Avoiding Data Disaster
According to business surveys, almost two thirds of vital data on business computers is unprotected. For small-office and home-office computers, we can imagine the percentage is far greater, probably something like four out of five.
Imagine- you start work at the beginning of a day to find all your data gone. All your emails, photos, data, applications- vanished.
What would your first reaction be?
If you have well-kept backups, such a scenario may well not even wrinkle your brow.
But if you have no backups, even reading this may prompt a twinge of the churning stomach and blind panic that accompanies such a disaster.
So, gird your loins... and get on with the necessary. You'll be very relieved you did.
Make partitions
It helps to install an extra harddrive in your machine (even 250Gb drives now are quite cheap, so it is worth doing right away.) What you can do is partition the drive (apportion the space to 'belong' to different drives, so it looks like there are several different discs when in reality you're just using one) - if you use a PC, software like Parition Magic or System Commander is essential to do this, unless you are a technical genius.
Partition Magic
System Commander
Make two different partitions:The first one will be for your current data. The second one will be for another copy of your operating system with all the software you normally use installed.
Make sure at the end of every day or week that a copy of all your work exists on both drives.
So, if your original hard disk goes wrong just before the deadline of an important project, you can continue on the other without spending a day reinstalling software.
Store backups externally
The above method protects you from accidental data loss due to software or hardware failure, but what happens if somebody steals your computer, or a fire breaks out?
The ideal scenario is to have at least 3 copies of your data in existence at any one time.
At Rechord, we've developed our own idosyncratic way of backing up, but it works with the minimum of fuss once set up. We use a program called AllWay Sync, (and comes free for moderate personal use) which watches our data continually throughout the day, and automatically copies new or changed data files to an external hard disk. At the end of the day, one of us takes the external hard disk home. This means that, should disaster befall the Rechord office, while we're out, we can continue our work exactly where we left off. To avoid the mass of data getting too big, once we've finished a particular project, we archive it onto CD or DVD and store it in a different location.
Try AllWay Sync
Run a virus scan before you backup
Use a virus checker to make sure your backup copies aren't being infected by viruses as you make them.
Try to design a proper virtual filing method for yourself and stick to it even if it means spending slightly more time on naming and saving files. That way you will know where everything is, when you worked on it, and where it should go back, in the event of a catastrophe.
Imagine- you start work at the beginning of a day to find all your data gone. All your emails, photos, data, applications- vanished.
What would your first reaction be?
If you have well-kept backups, such a scenario may well not even wrinkle your brow.
But if you have no backups, even reading this may prompt a twinge of the churning stomach and blind panic that accompanies such a disaster.
So, gird your loins... and get on with the necessary. You'll be very relieved you did.
Make partitions
It helps to install an extra harddrive in your machine (even 250Gb drives now are quite cheap, so it is worth doing right away.) What you can do is partition the drive (apportion the space to 'belong' to different drives, so it looks like there are several different discs when in reality you're just using one) - if you use a PC, software like Parition Magic or System Commander is essential to do this, unless you are a technical genius.
Partition Magic
System Commander
Make two different partitions:The first one will be for your current data. The second one will be for another copy of your operating system with all the software you normally use installed.
Make sure at the end of every day or week that a copy of all your work exists on both drives.
So, if your original hard disk goes wrong just before the deadline of an important project, you can continue on the other without spending a day reinstalling software.
Store backups externally
The above method protects you from accidental data loss due to software or hardware failure, but what happens if somebody steals your computer, or a fire breaks out?
The ideal scenario is to have at least 3 copies of your data in existence at any one time.
At Rechord, we've developed our own idosyncratic way of backing up, but it works with the minimum of fuss once set up. We use a program called AllWay Sync, (and comes free for moderate personal use) which watches our data continually throughout the day, and automatically copies new or changed data files to an external hard disk. At the end of the day, one of us takes the external hard disk home. This means that, should disaster befall the Rechord office, while we're out, we can continue our work exactly where we left off. To avoid the mass of data getting too big, once we've finished a particular project, we archive it onto CD or DVD and store it in a different location.
Try AllWay Sync
Run a virus scan before you backup
Use a virus checker to make sure your backup copies aren't being infected by viruses as you make them.
Try to design a proper virtual filing method for yourself and stick to it even if it means spending slightly more time on naming and saving files. That way you will know where everything is, when you worked on it, and where it should go back, in the event of a catastrophe.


TASK GOAL: Sift through the material below and return the lines with "bounding".

PROVIDED INFORMATION:

■ ■ ■ ■

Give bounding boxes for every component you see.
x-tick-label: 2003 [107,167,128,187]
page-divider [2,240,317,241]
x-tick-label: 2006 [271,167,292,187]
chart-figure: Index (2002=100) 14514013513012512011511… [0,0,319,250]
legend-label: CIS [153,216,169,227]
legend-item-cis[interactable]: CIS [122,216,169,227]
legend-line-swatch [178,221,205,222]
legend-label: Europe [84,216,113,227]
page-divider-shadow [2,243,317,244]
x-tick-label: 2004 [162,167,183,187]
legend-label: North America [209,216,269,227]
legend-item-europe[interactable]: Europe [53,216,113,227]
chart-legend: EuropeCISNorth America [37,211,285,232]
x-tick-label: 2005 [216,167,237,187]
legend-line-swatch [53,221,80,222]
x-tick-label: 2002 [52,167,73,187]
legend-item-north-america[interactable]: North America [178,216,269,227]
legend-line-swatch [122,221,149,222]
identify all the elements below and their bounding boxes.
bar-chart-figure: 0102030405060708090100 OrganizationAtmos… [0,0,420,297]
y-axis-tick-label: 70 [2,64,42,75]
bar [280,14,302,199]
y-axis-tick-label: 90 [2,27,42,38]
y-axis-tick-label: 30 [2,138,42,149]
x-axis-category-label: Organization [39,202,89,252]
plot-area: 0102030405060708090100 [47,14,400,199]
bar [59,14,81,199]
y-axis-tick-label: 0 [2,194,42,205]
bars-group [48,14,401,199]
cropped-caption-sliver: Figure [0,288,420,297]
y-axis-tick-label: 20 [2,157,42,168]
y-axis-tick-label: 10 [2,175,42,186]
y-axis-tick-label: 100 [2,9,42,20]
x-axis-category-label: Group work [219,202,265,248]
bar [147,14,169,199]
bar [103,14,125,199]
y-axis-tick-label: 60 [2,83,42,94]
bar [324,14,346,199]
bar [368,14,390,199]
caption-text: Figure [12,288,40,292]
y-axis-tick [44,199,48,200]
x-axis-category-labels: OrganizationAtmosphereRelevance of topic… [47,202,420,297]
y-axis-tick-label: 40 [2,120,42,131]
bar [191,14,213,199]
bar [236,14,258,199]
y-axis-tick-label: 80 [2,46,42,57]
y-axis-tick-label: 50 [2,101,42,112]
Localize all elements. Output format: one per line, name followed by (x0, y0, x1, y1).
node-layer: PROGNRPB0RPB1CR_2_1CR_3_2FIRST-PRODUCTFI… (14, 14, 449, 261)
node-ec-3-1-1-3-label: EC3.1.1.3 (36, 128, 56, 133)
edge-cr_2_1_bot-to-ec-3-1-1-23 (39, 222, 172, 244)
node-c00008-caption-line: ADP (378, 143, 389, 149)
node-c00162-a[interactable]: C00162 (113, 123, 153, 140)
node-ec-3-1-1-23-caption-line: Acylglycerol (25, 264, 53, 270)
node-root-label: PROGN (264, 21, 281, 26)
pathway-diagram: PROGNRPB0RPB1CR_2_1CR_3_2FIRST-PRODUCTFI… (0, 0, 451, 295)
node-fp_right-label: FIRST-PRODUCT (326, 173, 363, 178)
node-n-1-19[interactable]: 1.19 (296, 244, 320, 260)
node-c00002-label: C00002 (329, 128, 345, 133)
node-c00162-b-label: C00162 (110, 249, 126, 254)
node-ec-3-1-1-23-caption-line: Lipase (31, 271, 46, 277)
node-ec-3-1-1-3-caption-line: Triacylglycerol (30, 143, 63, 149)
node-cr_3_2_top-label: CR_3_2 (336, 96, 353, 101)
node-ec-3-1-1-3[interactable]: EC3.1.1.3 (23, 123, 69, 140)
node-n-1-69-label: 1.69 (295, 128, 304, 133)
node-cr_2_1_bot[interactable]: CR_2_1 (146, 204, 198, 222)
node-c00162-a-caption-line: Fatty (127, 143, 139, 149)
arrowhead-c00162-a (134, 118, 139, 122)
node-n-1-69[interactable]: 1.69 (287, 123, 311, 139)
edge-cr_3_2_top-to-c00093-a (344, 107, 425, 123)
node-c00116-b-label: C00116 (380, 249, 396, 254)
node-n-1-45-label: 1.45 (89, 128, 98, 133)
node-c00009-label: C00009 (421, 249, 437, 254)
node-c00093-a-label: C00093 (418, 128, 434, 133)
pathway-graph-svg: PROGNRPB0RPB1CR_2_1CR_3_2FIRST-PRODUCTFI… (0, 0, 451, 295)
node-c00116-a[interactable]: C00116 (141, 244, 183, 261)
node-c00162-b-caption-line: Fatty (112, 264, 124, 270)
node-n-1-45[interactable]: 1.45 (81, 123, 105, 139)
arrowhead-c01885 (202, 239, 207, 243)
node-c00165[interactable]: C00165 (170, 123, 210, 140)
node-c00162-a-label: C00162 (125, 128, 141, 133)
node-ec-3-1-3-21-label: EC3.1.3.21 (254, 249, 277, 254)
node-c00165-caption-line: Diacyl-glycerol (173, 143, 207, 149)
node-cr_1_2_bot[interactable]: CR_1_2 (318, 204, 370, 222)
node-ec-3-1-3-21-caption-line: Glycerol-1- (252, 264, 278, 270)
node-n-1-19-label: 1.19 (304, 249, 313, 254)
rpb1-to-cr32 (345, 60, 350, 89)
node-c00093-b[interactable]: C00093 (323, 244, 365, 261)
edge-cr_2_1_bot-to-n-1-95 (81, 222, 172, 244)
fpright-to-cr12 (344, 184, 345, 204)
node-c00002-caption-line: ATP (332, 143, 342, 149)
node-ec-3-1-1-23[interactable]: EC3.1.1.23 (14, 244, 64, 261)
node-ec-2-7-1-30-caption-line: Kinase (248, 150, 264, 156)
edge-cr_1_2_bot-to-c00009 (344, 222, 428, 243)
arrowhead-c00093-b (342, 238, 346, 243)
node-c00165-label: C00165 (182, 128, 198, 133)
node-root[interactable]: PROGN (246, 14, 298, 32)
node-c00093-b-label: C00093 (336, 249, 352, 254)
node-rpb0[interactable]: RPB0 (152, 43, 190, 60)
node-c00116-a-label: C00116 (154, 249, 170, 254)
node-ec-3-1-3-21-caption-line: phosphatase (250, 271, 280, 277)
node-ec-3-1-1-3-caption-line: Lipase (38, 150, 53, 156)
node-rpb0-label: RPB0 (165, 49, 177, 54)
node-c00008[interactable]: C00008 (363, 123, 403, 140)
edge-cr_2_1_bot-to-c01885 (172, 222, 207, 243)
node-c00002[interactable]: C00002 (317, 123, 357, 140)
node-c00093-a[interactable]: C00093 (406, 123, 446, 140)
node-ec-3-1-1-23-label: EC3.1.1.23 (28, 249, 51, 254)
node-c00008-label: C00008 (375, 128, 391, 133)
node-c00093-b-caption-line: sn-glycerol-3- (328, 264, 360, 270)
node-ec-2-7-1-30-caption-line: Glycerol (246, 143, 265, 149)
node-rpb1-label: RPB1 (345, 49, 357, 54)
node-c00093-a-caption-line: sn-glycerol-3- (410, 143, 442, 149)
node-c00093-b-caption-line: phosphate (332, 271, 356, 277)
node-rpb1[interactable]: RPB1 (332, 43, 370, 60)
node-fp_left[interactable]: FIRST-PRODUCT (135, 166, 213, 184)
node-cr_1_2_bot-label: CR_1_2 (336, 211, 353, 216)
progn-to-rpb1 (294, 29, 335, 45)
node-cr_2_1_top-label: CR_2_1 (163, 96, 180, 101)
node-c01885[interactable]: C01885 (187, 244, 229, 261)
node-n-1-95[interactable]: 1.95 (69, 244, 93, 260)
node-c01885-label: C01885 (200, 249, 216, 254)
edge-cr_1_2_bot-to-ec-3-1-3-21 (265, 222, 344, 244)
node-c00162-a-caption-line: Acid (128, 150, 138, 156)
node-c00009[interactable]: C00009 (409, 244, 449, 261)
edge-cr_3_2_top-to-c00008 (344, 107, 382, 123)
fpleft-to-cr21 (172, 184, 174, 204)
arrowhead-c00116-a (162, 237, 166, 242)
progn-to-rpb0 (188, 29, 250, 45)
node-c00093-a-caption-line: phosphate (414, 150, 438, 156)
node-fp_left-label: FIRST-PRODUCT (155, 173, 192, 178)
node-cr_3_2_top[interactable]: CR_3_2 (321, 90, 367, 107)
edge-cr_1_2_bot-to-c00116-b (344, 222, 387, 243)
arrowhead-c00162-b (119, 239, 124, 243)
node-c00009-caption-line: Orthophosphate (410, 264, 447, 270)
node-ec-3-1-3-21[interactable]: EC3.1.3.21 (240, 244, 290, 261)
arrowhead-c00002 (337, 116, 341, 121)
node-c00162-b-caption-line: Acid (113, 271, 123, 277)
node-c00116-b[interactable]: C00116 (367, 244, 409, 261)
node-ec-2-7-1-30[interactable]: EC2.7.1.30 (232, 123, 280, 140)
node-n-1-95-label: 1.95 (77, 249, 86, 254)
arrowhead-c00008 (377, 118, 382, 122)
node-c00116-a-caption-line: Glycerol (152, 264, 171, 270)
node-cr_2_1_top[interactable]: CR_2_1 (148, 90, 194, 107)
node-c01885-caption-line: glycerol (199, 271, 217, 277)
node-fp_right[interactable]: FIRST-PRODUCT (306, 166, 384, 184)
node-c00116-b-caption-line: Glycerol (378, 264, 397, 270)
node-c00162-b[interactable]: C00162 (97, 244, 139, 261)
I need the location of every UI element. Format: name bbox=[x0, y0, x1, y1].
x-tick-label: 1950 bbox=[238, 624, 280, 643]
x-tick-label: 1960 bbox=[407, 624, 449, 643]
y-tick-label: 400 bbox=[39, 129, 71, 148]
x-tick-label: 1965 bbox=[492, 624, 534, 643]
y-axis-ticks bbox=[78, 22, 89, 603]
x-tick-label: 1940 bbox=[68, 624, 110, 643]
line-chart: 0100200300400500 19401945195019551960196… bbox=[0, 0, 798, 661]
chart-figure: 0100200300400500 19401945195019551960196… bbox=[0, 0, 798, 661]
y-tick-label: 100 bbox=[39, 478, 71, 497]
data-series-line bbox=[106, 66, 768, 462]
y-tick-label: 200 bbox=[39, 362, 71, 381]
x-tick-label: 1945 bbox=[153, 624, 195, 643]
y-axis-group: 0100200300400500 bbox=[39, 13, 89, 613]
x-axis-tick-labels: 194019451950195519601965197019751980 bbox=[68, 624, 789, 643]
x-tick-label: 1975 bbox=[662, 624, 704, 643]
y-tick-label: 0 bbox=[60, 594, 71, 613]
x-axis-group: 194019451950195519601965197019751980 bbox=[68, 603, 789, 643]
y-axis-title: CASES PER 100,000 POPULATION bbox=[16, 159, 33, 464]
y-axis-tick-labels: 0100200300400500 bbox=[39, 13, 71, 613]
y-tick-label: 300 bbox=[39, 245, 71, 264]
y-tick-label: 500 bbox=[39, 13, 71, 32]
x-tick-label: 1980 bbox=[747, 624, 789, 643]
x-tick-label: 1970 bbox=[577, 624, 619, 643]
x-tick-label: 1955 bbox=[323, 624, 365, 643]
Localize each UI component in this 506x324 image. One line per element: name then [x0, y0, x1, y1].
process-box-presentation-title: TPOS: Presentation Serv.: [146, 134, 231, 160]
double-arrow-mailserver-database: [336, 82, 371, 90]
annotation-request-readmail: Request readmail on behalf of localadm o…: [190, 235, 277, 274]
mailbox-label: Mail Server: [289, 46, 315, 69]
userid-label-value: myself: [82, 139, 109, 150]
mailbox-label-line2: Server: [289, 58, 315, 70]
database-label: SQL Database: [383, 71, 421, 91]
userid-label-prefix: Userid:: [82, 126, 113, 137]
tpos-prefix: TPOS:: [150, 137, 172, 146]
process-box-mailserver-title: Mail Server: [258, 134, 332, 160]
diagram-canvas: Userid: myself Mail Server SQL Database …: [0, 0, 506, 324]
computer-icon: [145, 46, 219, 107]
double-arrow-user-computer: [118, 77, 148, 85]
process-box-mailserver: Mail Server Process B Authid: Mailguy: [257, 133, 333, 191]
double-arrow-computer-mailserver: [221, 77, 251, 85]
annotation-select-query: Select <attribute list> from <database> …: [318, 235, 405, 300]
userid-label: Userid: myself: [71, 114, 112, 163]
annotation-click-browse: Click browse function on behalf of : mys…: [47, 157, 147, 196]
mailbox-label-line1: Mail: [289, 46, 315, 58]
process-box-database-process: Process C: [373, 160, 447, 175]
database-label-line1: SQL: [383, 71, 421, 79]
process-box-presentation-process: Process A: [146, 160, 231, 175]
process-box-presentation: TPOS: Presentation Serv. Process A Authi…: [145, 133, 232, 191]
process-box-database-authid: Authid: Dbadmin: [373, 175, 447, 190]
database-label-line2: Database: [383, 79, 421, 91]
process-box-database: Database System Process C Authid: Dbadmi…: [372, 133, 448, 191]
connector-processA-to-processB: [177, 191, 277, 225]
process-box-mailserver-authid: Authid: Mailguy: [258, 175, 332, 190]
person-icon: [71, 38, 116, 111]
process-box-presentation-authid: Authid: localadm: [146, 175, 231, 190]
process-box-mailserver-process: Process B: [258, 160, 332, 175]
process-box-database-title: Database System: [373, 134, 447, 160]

■ ■ ■ ■

YOUR RESPONSE:
Give bounding boxes for every component you see.
identify all the elements below and their bounding boxes.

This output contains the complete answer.